Jesus. And he thought he had daddy issues.

A knock interrupted them before he could ask for the details. He stood. “Enter.”

After the table for two in the corner of his room was set for its inaugural dinner, he and Elaina were alone once more. He held out a chair for her. “Please join me for dinner.”

Her reactions to the various foods he offered were fascinating. Every new bite would start with her doubtful, then she’d roll the food around on her tongue, and finally she’d compare it to something she could comprehend. The creamy wild mushroom soup felt “as smooth as gold,” and the sip of Merlot was like “liquid rubies.”

She took a piece of the New York strip steak and coughed. “How do you swallow this?”

He held back a laugh. “You have to chew it first.”

Her jaw worked for a second, and then she grimaced and brought her napkin to her mouth. “Ugh.”

“You don’t like it?”

“It’s like a lump of coal. I don’t know how you stand it.”

He restrained a snort. How dangerous could dragons be if they weren’t even carnivores?

Now that she’d declared herself done with the sampling, he started his questions.
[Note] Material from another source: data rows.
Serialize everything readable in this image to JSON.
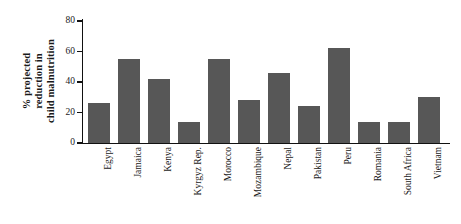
{
  "chart_data": {
    "type": "bar",
    "title": "",
    "subtitle": "",
    "xlabel": "",
    "ylabel": "% projected reduction in child malnutrition",
    "ylabel_lines": [
      "% projected",
      "reduction in",
      "child malnutrition"
    ],
    "categories": [
      "Egypt",
      "Jamaica",
      "Kenya",
      "Kyrgyz Rep.",
      "Morocco",
      "Mozambique",
      "Nepal",
      "Pakistan",
      "Peru",
      "Romania",
      "South Africa",
      "Vietnam"
    ],
    "values": [
      26,
      55,
      42,
      14,
      55,
      28,
      46,
      24,
      62,
      14,
      14,
      30
    ],
    "ylim": [
      0,
      80
    ],
    "yticks": [
      0,
      20,
      40,
      60,
      80
    ],
    "ytick_labels": [
      "0",
      "20",
      "40",
      "60",
      "80"
    ],
    "grid": false,
    "legend": false,
    "bar_color": "#575757",
    "axis_color": "#111111",
    "background_color": "#ffffff"
  }
}
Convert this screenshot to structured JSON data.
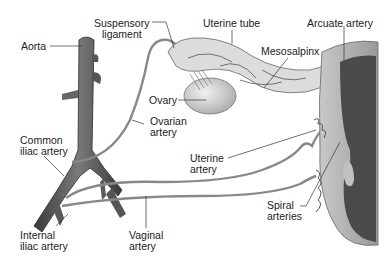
{
  "diagram": {
    "type": "anatomical-illustration",
    "labels": {
      "aorta": "Aorta",
      "suspensory_ligament_1": "Suspensory",
      "suspensory_ligament_2": "ligament",
      "uterine_tube": "Uterine tube",
      "arcuate_artery": "Arcuate artery",
      "mesosalpinx": "Mesosalpinx",
      "ovary": "Ovary",
      "ovarian_artery_1": "Ovarian",
      "ovarian_artery_2": "artery",
      "common_iliac_1": "Common",
      "common_iliac_2": "iliac artery",
      "uterine_artery_1": "Uterine",
      "uterine_artery_2": "artery",
      "spiral_arteries_1": "Spiral",
      "spiral_arteries_2": "arteries",
      "internal_iliac_1": "Internal",
      "internal_iliac_2": "iliac artery",
      "vaginal_artery_1": "Vaginal",
      "vaginal_artery_2": "artery"
    },
    "colors": {
      "vessel": "#6e6e6e",
      "vessel_dark": "#3e3e3e",
      "organ": "#d6d6d6",
      "uterus_cavity": "#4a4a4a",
      "leader_line": "#333333",
      "text": "#1c1c1c"
    }
  }
}
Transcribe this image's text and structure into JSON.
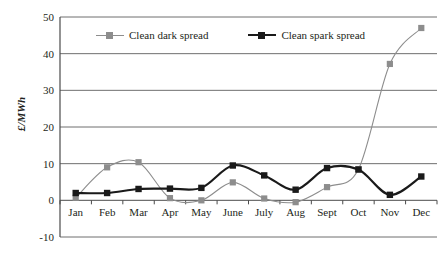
{
  "chart_data": {
    "type": "line",
    "title": "",
    "subtitle": "",
    "xlabel": "",
    "ylabel": "£/MWh",
    "categories": [
      "Jan",
      "Feb",
      "Mar",
      "Apr",
      "May",
      "June",
      "July",
      "Aug",
      "Sept",
      "Oct",
      "Nov",
      "Dec"
    ],
    "ylim": [
      -10,
      50
    ],
    "yticks": [
      50,
      40,
      30,
      20,
      10,
      0,
      -10
    ],
    "grid": true,
    "legend_position": "top-center",
    "series": [
      {
        "name": "Clean dark spread",
        "color": "#8d8d8d",
        "marker": "square",
        "values": [
          0.7,
          9.0,
          10.4,
          0.6,
          0.0,
          4.9,
          0.5,
          -0.5,
          3.6,
          8.5,
          37.2,
          47.0
        ]
      },
      {
        "name": "Clean spark spread",
        "color": "#1a1a1a",
        "marker": "square",
        "values": [
          2.0,
          2.0,
          3.1,
          3.2,
          3.4,
          9.5,
          6.8,
          2.9,
          8.8,
          8.4,
          1.5,
          6.5
        ]
      }
    ]
  },
  "legend": {
    "items": [
      {
        "label": "Clean dark spread"
      },
      {
        "label": "Clean spark spread"
      }
    ]
  },
  "axis": {
    "y_title": "£/MWh"
  }
}
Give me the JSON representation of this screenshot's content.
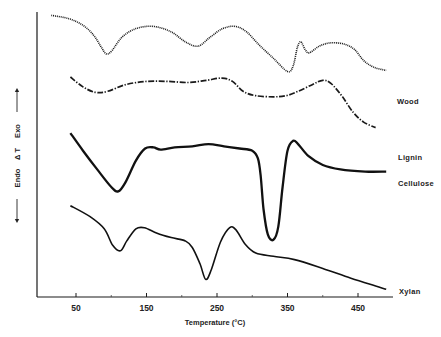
{
  "chart_data": {
    "type": "line",
    "title": "",
    "xlabel": "Temperature (°C)",
    "ylabel": "ΔT",
    "ylabel_up": "Exo",
    "ylabel_down": "Endo",
    "xlim": [
      -8,
      495
    ],
    "xticks": [
      50,
      150,
      250,
      350,
      450
    ],
    "grid": false,
    "legend_position": "inline-right",
    "y_units": "relative (arbitrary, curves vertically offset)",
    "series": [
      {
        "name": "Wood",
        "style": "dotted",
        "points": [
          [
            15,
            6
          ],
          [
            40,
            3
          ],
          [
            60,
            -3
          ],
          [
            75,
            -12
          ],
          [
            85,
            -22
          ],
          [
            93,
            -29
          ],
          [
            101,
            -26
          ],
          [
            115,
            -14
          ],
          [
            135,
            -6
          ],
          [
            160,
            -4
          ],
          [
            185,
            -9
          ],
          [
            205,
            -18
          ],
          [
            223,
            -22
          ],
          [
            240,
            -14
          ],
          [
            258,
            -6
          ],
          [
            276,
            -4
          ],
          [
            292,
            -9
          ],
          [
            310,
            -21
          ],
          [
            330,
            -33
          ],
          [
            350,
            -45
          ],
          [
            358,
            -40
          ],
          [
            364,
            -23
          ],
          [
            369,
            -18
          ],
          [
            375,
            -25
          ],
          [
            381,
            -28
          ],
          [
            395,
            -22
          ],
          [
            410,
            -19
          ],
          [
            430,
            -20
          ],
          [
            445,
            -25
          ],
          [
            458,
            -35
          ],
          [
            472,
            -41
          ],
          [
            490,
            -44
          ]
        ]
      },
      {
        "name": "Lignin",
        "style": "dash-dot",
        "points": [
          [
            42,
            -50
          ],
          [
            60,
            -59
          ],
          [
            78,
            -64
          ],
          [
            95,
            -63
          ],
          [
            120,
            -57
          ],
          [
            150,
            -54
          ],
          [
            180,
            -54
          ],
          [
            210,
            -55
          ],
          [
            235,
            -53
          ],
          [
            257,
            -51
          ],
          [
            272,
            -54
          ],
          [
            287,
            -63
          ],
          [
            305,
            -67
          ],
          [
            330,
            -68
          ],
          [
            348,
            -67
          ],
          [
            365,
            -63
          ],
          [
            385,
            -57
          ],
          [
            400,
            -53
          ],
          [
            412,
            -56
          ],
          [
            428,
            -68
          ],
          [
            443,
            -82
          ],
          [
            458,
            -91
          ],
          [
            475,
            -96
          ]
        ]
      },
      {
        "name": "Cellulose",
        "style": "solid-thick",
        "points": [
          [
            42,
            -101
          ],
          [
            60,
            -117
          ],
          [
            80,
            -134
          ],
          [
            100,
            -150
          ],
          [
            110,
            -154
          ],
          [
            120,
            -146
          ],
          [
            135,
            -126
          ],
          [
            148,
            -115
          ],
          [
            160,
            -114
          ],
          [
            170,
            -116
          ],
          [
            190,
            -114
          ],
          [
            215,
            -113
          ],
          [
            238,
            -111
          ],
          [
            260,
            -113
          ],
          [
            282,
            -115
          ],
          [
            300,
            -117
          ],
          [
            308,
            -124
          ],
          [
            312,
            -140
          ],
          [
            316,
            -170
          ],
          [
            322,
            -193
          ],
          [
            330,
            -198
          ],
          [
            337,
            -186
          ],
          [
            343,
            -150
          ],
          [
            350,
            -117
          ],
          [
            358,
            -108
          ],
          [
            365,
            -111
          ],
          [
            380,
            -122
          ],
          [
            400,
            -130
          ],
          [
            425,
            -134
          ],
          [
            460,
            -136
          ],
          [
            490,
            -136
          ]
        ]
      },
      {
        "name": "Xylan",
        "style": "solid",
        "points": [
          [
            42,
            -167
          ],
          [
            70,
            -177
          ],
          [
            90,
            -188
          ],
          [
            102,
            -203
          ],
          [
            113,
            -208
          ],
          [
            122,
            -199
          ],
          [
            135,
            -188
          ],
          [
            147,
            -187
          ],
          [
            165,
            -192
          ],
          [
            185,
            -196
          ],
          [
            205,
            -199
          ],
          [
            215,
            -205
          ],
          [
            226,
            -220
          ],
          [
            234,
            -234
          ],
          [
            242,
            -225
          ],
          [
            255,
            -200
          ],
          [
            268,
            -187
          ],
          [
            277,
            -189
          ],
          [
            290,
            -202
          ],
          [
            305,
            -210
          ],
          [
            330,
            -213
          ],
          [
            360,
            -216
          ],
          [
            400,
            -224
          ],
          [
            440,
            -233
          ],
          [
            475,
            -240
          ],
          [
            490,
            -243
          ]
        ]
      }
    ]
  },
  "axes": {
    "x_tick_labels": [
      "50",
      "150",
      "250",
      "350",
      "450"
    ],
    "x_title": "Temperature (°C)",
    "y_exo": "Exo",
    "y_delta": "Δ T",
    "y_endo": "Endo"
  },
  "labels": {
    "wood": "Wood",
    "lignin": "Lignin",
    "cellulose": "Cellulose",
    "xylan": "Xylan"
  }
}
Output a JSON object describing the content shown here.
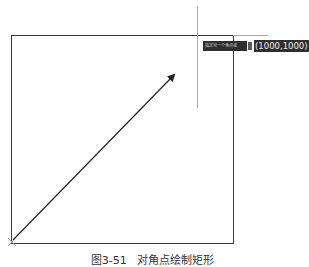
{
  "drawing": {
    "rectangle": {
      "x1": 11,
      "y1": 35,
      "x2": 233,
      "y2": 242,
      "stroke": "#3a3a3a"
    },
    "arrow": {
      "from": [
        13,
        240
      ],
      "to": [
        175,
        74
      ],
      "color": "#222222"
    },
    "crosshair_color": "#a8a8a8",
    "start_marker": "x-marker"
  },
  "tooltip": {
    "prompt": "指定另一个角点或",
    "icon": "dropdown-icon",
    "coordinate_value": "(1000,1000)"
  },
  "caption": "图3-51   对角点绘制矩形"
}
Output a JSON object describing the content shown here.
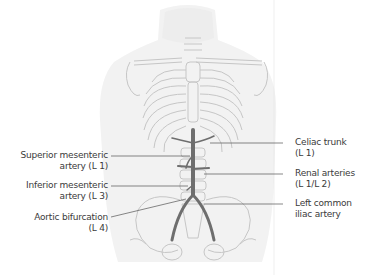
{
  "figure": {
    "labels_left": [
      {
        "id": "superior-mesenteric",
        "text": "Superior mesenteric\nartery (L 1)"
      },
      {
        "id": "inferior-mesenteric",
        "text": "Inferior mesenteric\nartery (L 3)"
      },
      {
        "id": "aortic-bifurcation",
        "text": "Aortic bifurcation\n(L 4)"
      }
    ],
    "labels_right": [
      {
        "id": "celiac-trunk",
        "text": "Celiac trunk\n(L 1)"
      },
      {
        "id": "renal-arteries",
        "text": "Renal arteries\n(L 1/L 2)"
      },
      {
        "id": "left-common-iliac",
        "text": "Left common\niliac artery"
      }
    ],
    "colors": {
      "text": "#3a3a3a",
      "leader_line": "#555555",
      "bone_outline": "#c8c8c8",
      "artery": "#6e6e6e",
      "body_shade": "#eeeeee"
    }
  }
}
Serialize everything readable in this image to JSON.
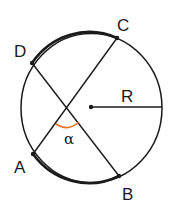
{
  "diagram": {
    "type": "circle-chords",
    "labels": {
      "A": "A",
      "B": "B",
      "C": "C",
      "D": "D",
      "radius": "R",
      "angle": "α"
    },
    "colors": {
      "stroke": "#1a1a1a",
      "angle_arc": "#e8742a",
      "background": "#ffffff"
    }
  }
}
“Talk to me about this father of yours. Why does he want to kill you? And can’t you kill him first? Chop off his head or something?” If he remembered correctly, that technique worked on mythical creatures in stories.

She didn’t answer him. Instead, she picked up the steak knife and studied it for a second. Her arm extended in front of her, and she flipped the point of the knife toward her body.

His stomach clenched at the image, and his mind denied what he was seeing. Time moved slowly, too slowly, and he couldn’t grab her wrist in time.

She plunged the knife into her chest.